IperionX, a titanium development company, started work in December 2023 on the nation’s first 100% recycled titanium metal powder manufacturing facility in South Boston’s Southern Virginia Technology Park. In September 2022, IperionX announced it would invest $82 million over three years, with plans to create 108 jobs. It has started hiring and recruiting staff.

“We expect that to take eight months to complete the full buildout and commissioning of equipment,” says Kristy Johnson, executive director of the Halifax County Industrial Development Authority.

The IDA’s board approved a lease in November 2023 for a vacant 15,000-square-foot building in the technology park that had once housed a Virginia Employment Commission call center. IperionX plans to create an advanced manufacturing center there with office, research and development and advanced manufacturing space. It should be ready to occupy in the first quarter of this year, says Johnson. 

George Mason incubator helps immigrant entrepreneurs rise

George Mason University’s vision for creating an entrepreneurship program for immigrants and refugees “connected the dots” of Sumeet Shrivastava’s history, beginning with his family’s emigration from Bihar, India, in the 1970s so his father, Satyendra Shrivastava, could earn a master’s degree. Mentors guided his father, who founded McLean-based information technology firm Anstec. In turn, his father went on to mentor others.

“I grew up watching all that happening and realizing that even if people have good intent, they still need mentors, they still need to understand the basics, especially immigrants … or refugees who are newer to the country that don’t always have a feel for how does it work here,” says Sumeet Shrivastava, a George Mason alumnus and former president and CEO of Array Information Technologies in Fairfax. The company was sold to Fairfax-based CGI Federal in 2021.

Shrivastava made a $1.5 million gift to George Mason that led to the September 2023 launch of the Shrivastava Family Refugee and Immigrant Success through Entrepreneurship (RISE) program at George Mason’s Center for Innovation and Entrepreneurship (CIE).

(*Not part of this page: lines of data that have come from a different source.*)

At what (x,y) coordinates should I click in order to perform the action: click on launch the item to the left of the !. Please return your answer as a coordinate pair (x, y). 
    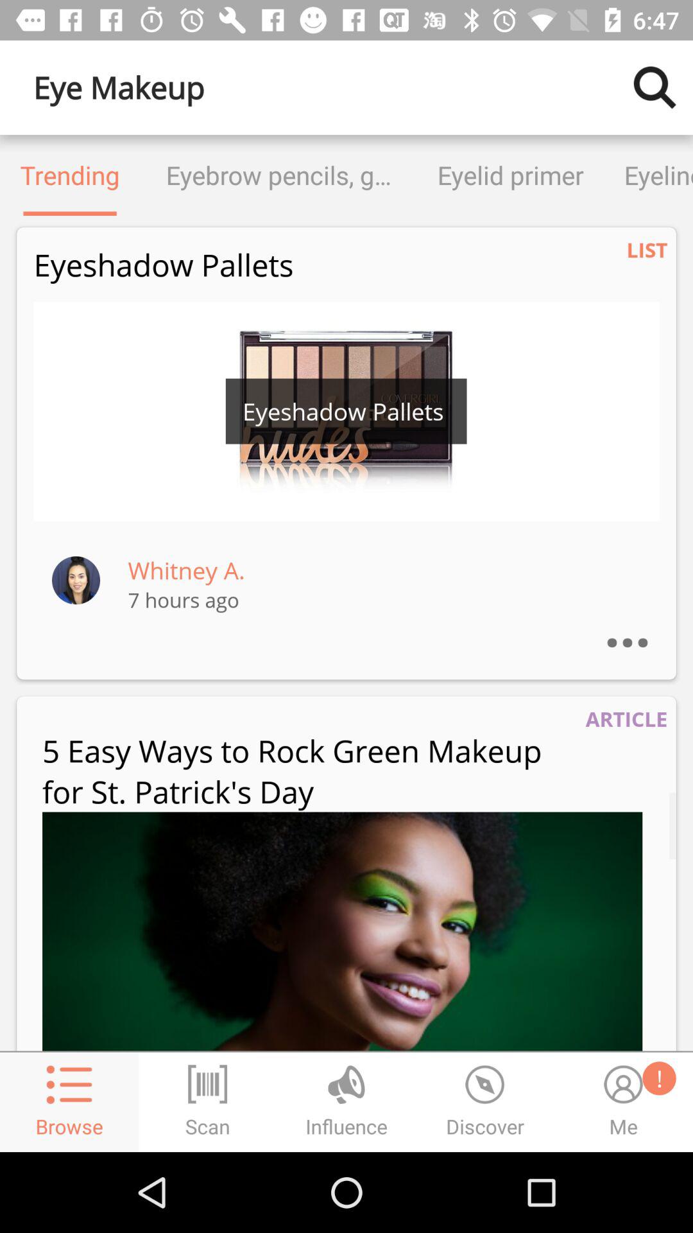
    Looking at the image, I should click on (343, 931).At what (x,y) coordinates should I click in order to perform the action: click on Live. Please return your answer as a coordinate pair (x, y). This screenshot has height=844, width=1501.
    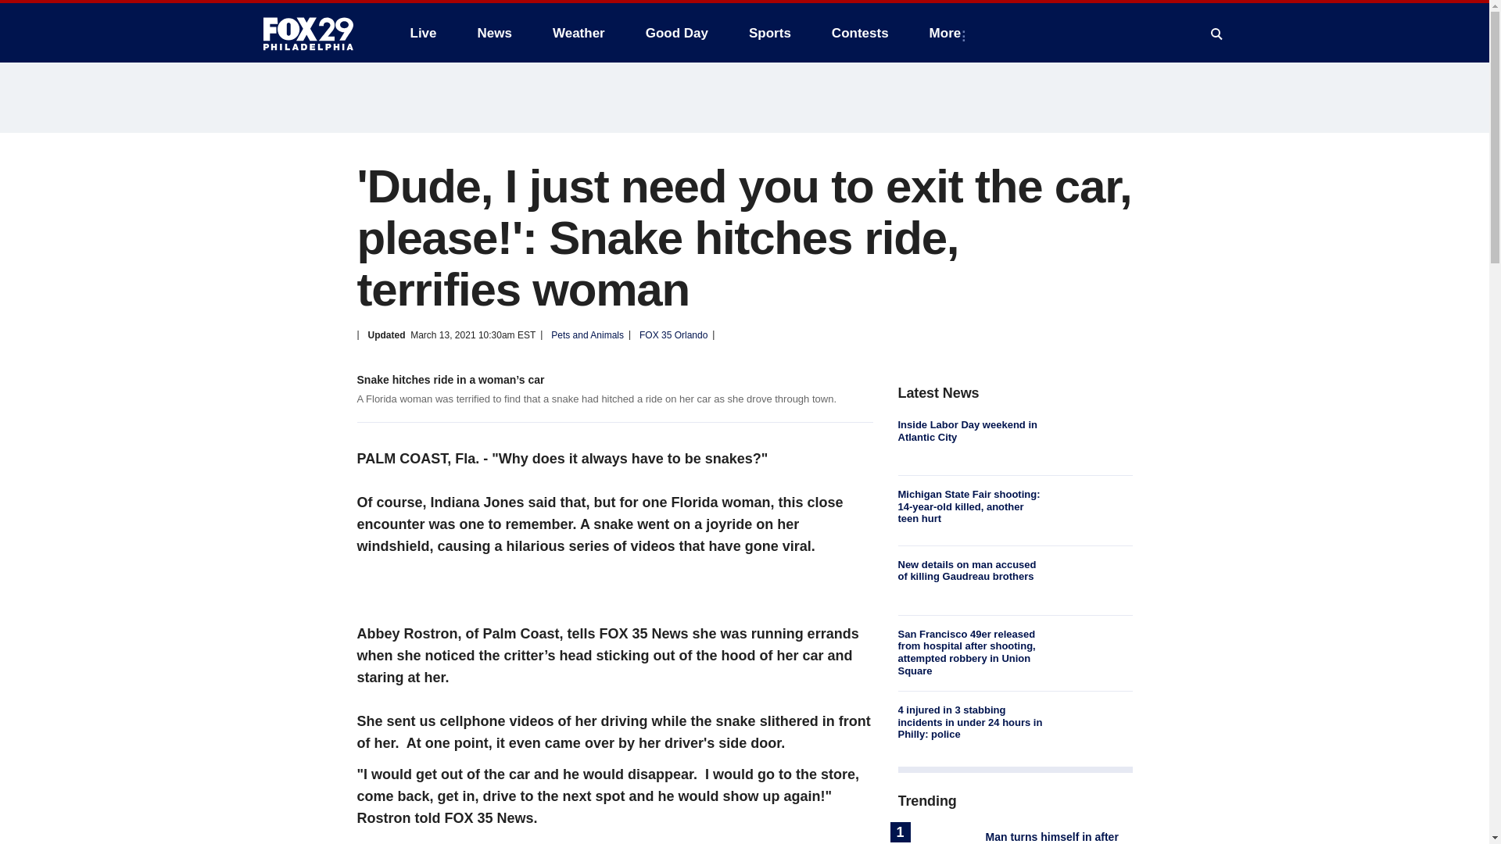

An 11-month entrepreneurship training and business incubator, RISE includes a bootcamp covering basic tools, concepts and principles for launching and growing a business with limited resources. Almost all participants are Afghan immigrants referred through RISE partner Lutheran Social Services of the National Capital Area, a human services and immigration and refugee relief agency. RISE is the first of three programs that CIE hopes to launch under its Soar Initiative, which aims to provide access to entrepreneurship opportunities to communities lacking such training.

RISE started with 47 initial participants, with 27 advancing to the second phase, meeting with mentors every other week for three months and getting coached on setting up businesses. Beginning in late January, participants will be paired with Mason Honors College students to launch their startups.

Mohammad Rafiq Katawazai owned a restaurant in Afghanistan and is working with a mentor to open a restaurant serving coffee, tea and soup, a popular concept back home. He wanted to go into business before signing up for RISE but was confused about where to start. “I’ve learned a lot,” he says. “A lot of things in our culture are so much different. Business is different.”

Shrivastava’s donation is being used to create an endowment, and Shrivastava plans to reach out to other potential donors to help keep RISE going. “I think there’s a huge opportunity to scale it,” he says.